A heavy mechanical whirring sound filled the room.

From the pitch-black shadows, three massive, segmented metal tentacles slithered forward. The cold steel gleamed in the monitor light. One of the heavy mechanical claws delicately pinched the paper schematic and pulled it back into the dark. Rusty hinges screamed in the background.

"A complete upgrade?" the buyer mused, his voice dripping with condescension. "You assume I possess the ability to make it happen?"

"Maybe you don't," Herman said, not backing down. "But your boss definitely does. You haven't been buying up months of alien tech just to sell it for scrap. You're arming people. You're building an army. And an army needs a general."

A blinding arc of electricity flashed in the back of the room.

For a fraction of a second, the darkness vanished. Herman saw a massive, spherical metal drone suspended in the air. The robotic tentacles extended directly from its chassis.

As the afterimage burned in Herman's retinas, the voice returned.

"I have transmitted your proposal to the employer. He is always eager to sponsor individuals committed to the eradication of masked vigilantes. But I am curious."

One of the heavy mechanical claws darted forward. It stopped exactly one inch from the bridge of Herman's nose.

"Why the sudden obsession with matching these costumed clowns? You do not strike me as a man driven by theatrical ego. Nor are you asking for cash."

"Is that an issue?" Herman asked, unblinking.

"Not at all."

Another metal tentacle uncoiled from the shadows. It dropped a thick stack of banded hundred-dollar bills onto the steel table. "Compensation for the alien hardware."

"I said I wanted the suit," Herman ground out.

"I am aware."

Herman stared at the money. He didn't move. The tentacle picked up the stack of bills and forcefully shoved it into the front pocket of Herman's jacket.

"Consider it a signing bonus," the voice buzzed. "The employer looks out for his investments. The streets are unforgiving. A man must leave provisions for his family when he goes to war."
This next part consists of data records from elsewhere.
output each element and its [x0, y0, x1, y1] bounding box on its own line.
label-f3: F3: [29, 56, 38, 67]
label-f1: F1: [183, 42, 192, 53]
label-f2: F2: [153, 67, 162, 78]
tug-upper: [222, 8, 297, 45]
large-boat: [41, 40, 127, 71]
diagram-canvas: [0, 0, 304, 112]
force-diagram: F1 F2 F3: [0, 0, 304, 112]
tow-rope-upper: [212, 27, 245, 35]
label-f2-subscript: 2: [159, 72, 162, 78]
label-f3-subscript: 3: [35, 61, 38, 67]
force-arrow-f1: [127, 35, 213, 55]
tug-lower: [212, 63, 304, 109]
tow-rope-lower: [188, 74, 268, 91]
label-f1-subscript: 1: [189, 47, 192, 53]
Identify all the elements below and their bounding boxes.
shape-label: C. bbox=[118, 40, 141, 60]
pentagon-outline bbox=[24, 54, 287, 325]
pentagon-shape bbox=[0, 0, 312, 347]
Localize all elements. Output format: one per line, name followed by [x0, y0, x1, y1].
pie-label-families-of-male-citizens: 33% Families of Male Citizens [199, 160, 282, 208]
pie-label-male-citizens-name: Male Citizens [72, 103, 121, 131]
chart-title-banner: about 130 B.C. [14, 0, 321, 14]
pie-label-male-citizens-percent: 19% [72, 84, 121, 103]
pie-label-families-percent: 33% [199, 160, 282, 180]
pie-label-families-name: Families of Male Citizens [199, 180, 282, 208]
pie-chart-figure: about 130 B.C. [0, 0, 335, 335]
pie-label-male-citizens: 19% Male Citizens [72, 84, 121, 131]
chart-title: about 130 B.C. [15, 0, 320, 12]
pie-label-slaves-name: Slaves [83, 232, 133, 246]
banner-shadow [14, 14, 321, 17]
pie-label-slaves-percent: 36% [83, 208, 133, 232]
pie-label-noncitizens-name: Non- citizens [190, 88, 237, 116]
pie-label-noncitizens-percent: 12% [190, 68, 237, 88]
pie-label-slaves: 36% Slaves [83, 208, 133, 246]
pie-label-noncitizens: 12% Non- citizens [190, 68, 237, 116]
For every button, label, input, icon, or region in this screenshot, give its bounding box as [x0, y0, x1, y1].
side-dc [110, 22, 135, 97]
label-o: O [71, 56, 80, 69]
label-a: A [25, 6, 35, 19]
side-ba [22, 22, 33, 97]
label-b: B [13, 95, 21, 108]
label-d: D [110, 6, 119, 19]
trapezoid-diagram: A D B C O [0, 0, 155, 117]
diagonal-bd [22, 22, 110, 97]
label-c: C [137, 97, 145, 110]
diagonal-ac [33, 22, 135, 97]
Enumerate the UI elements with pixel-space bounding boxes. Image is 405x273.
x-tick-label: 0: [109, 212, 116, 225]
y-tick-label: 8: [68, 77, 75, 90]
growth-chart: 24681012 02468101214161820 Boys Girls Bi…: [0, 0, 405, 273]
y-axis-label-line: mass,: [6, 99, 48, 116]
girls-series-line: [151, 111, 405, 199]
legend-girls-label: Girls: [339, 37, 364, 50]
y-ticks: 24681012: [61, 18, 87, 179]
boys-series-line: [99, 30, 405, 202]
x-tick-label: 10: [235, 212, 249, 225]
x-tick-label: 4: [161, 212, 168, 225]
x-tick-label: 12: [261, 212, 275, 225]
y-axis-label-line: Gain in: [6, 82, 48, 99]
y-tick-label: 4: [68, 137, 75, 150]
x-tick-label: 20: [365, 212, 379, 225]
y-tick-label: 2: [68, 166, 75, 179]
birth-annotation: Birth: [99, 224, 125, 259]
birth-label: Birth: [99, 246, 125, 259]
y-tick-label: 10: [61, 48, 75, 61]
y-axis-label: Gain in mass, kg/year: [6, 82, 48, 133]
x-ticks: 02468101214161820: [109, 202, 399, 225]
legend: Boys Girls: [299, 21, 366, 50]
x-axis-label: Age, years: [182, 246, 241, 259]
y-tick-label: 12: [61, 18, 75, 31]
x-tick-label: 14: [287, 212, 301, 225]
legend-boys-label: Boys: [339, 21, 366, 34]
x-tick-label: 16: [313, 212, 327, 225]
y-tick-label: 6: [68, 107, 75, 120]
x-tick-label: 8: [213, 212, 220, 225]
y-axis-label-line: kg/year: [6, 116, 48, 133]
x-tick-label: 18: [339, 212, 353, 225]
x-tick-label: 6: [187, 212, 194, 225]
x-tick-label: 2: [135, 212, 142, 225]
Herman's jaw tightened. "Thanks."

The primary mechanical claw extended forward, opening its pincers in a crude approximation of an open hand. Herman gripped the cold, heavy steel.
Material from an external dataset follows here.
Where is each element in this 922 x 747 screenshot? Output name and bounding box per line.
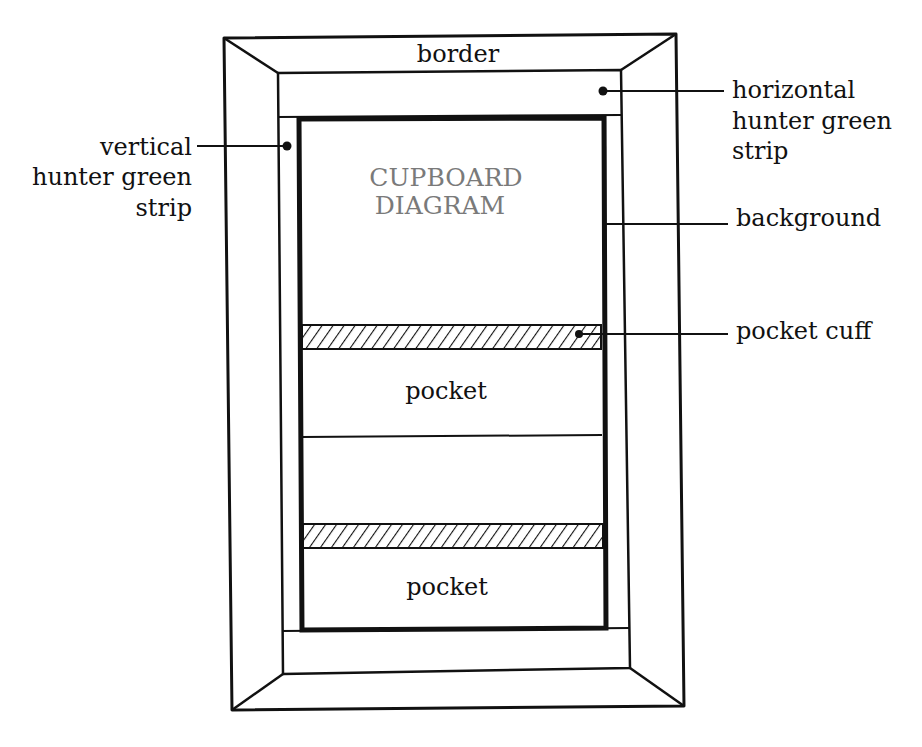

An electronic laugh rattled through the sewer pipes.

"Return tomorrow at this exact hour," the buyer said. "And you may call me Otto. It is what my friend call me."

Herman climbed back out of the sewer grid. He didn't head toward his Brooklyn construction site. Instead, he took the subway north, walking the familiar, cracked pavement of Harlem. Streetlights flickered above him. He couldn't remember the last time he had actually walked up the steps to his mother's apartment. Nothing good ever happened when he came back here.

He pushed open the heavy wooden door. The hinges whined.

The living room was quiet. A familiar body lay draped over the worn fabric sofa. The chest was caved in, dark blood pooling and drying across the cheap linoleum floor.

"Gang dispute," his mother said. She sat in the armchair in the corner. She didn't look up. She was steadily running a needle and thread through a heavy piece of white canvas. "Just like your father. Just like your brother. The corner boss wiped him out, but he didn't have anywhere else to go. I need to bleach the floor before the church ladies get here to help move him."

Herman swallowed hard. He reached into his jacket pocket, pulled out the thick stack of bills Otto had given him, and set it on the coffee table.

His mother finally looked up. Her eyes tracked the money. She reached out with practiced, exhausted efficiency and swept the cash into her apron.

"You still running that chop-shop business?" she asked, her voice hollow. "I thought you got cleared out."

"This is the final job," Herman said.

He walked over to the sofa. He stared down at the dead body pale, lifeless face. His hands curled into tight fists at his sides.

"I'm doing what has to be done," Herman whispered, the anger finally crystallizing into something cold and permanent. "It's time I made the whole world remember the name Herman Schultz."